Another wave of applause swept through the room. Harry had to suppress a smile when he noticed that the men in long black coats kept their hands firmly in their pockets, and their expressions didn’t change when the interpreter translated his words.

He waited for the applause to die down before he began his peroration. “Attending this conference today are historians, biographers, scientists, and even a few novelists, all of whom take for granted their latest work will be published, however critical they are of their governments, their leaders, even their political system. Why? Because you come from countries that can handle criticism, satire, mockery, even derision, and whose citizens can be entrusted to make up their own minds as to a book’s merit. Authors from the Soviet Union are published only if the State approves of what they have to say. How many of you in this room would be languishing in jail if you had been born in Russia?

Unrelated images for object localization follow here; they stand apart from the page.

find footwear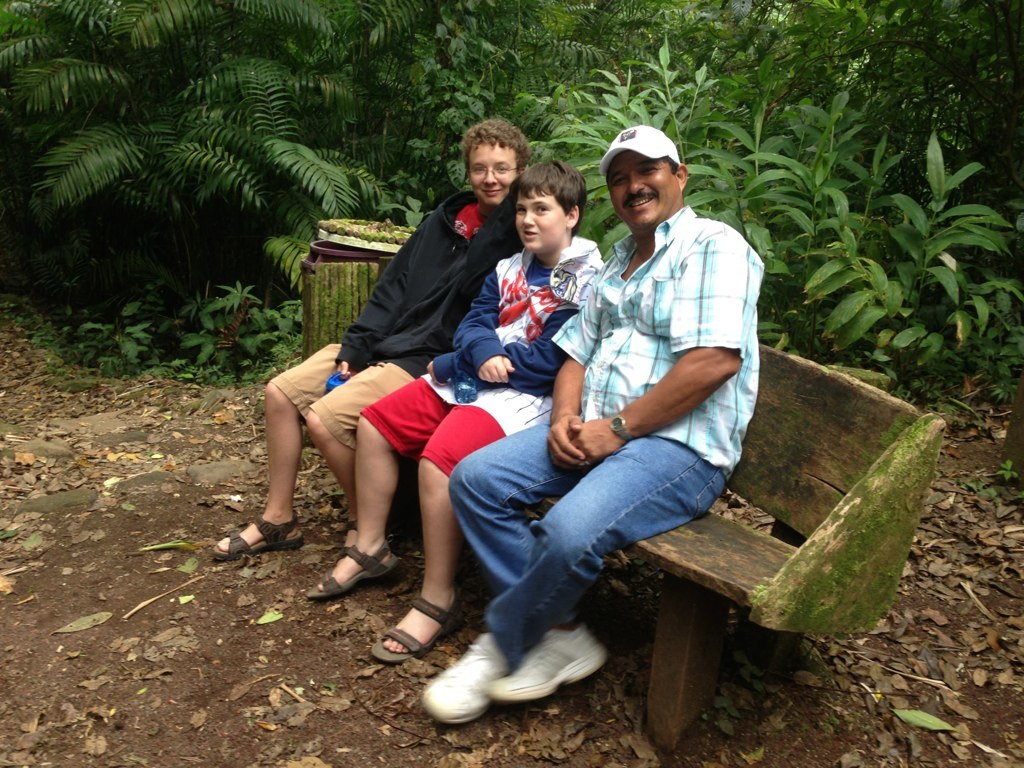
(left=306, top=540, right=398, bottom=599)
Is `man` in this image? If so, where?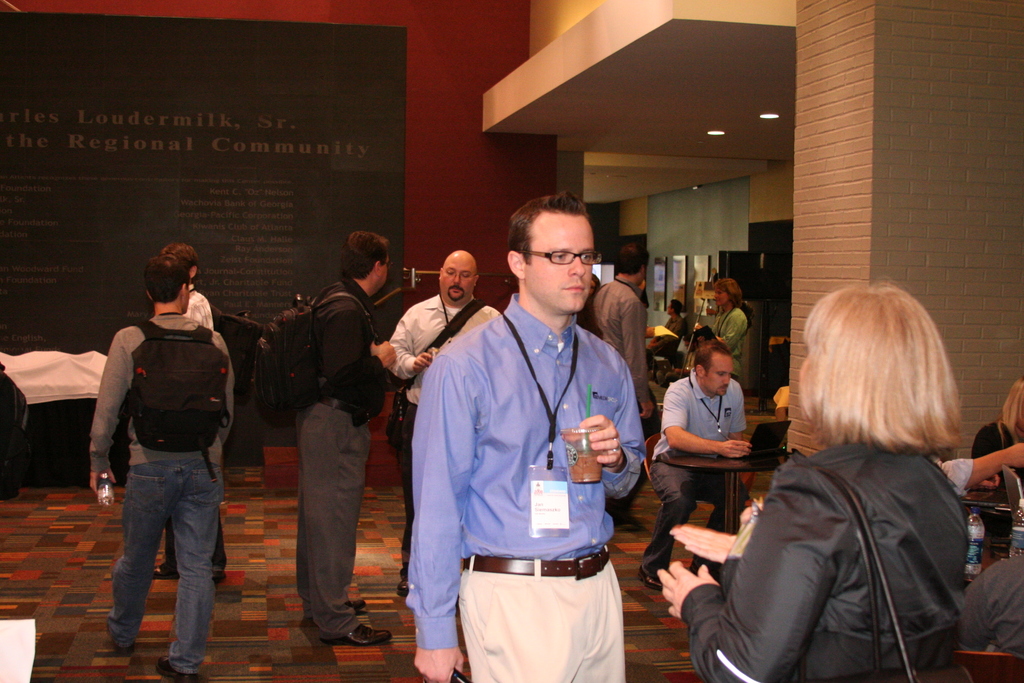
Yes, at left=582, top=240, right=661, bottom=530.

“I say to the leaders of this great country, why not allow your people the same privileges we in the West take for granted? You can start by releasing Anatoly Babakov and allowing his book to be published. That is, if you have nothing to fear from the torch of freedom. I will not rest until I can buy a copy of Uncle Joe at Hatchards on Piccadilly, Doubleday on Fifth Avenue, Dymocks in Sydney, and George’s bookshop in Park Street, Bristol. But most of all, I’d like to see a copy on the shelves of the Lenin Library in Vozdvizhenka Street, a few hundred yards from this hall.”

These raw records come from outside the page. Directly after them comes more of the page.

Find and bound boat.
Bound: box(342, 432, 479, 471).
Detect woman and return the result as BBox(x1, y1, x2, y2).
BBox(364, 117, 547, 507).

Although the applause was deafening, Harry just clung to the lectern, because he hadn’t yet delivered his final paragraph. He waited for complete silence before he looked up and added, “Mr. President, on behalf of the British delegation, it is my privilege to invite Mr. Anatoly Babakov to be the keynote speaker at our international conference in London next year.”

Everyone in the room who wasn’t wearing a long black coat rose to their feet to give Harry a standing ovation. A senior KGB official who was seated in a box at the back of the room turned to his superior and said, “Word for word. He must have had a spare copy of the speech that we didn’t know about.”

* * *

“Mr. Knowles on line one, chairman.”

Emma pressed a button on her phone. “Good afternoon, Jim.”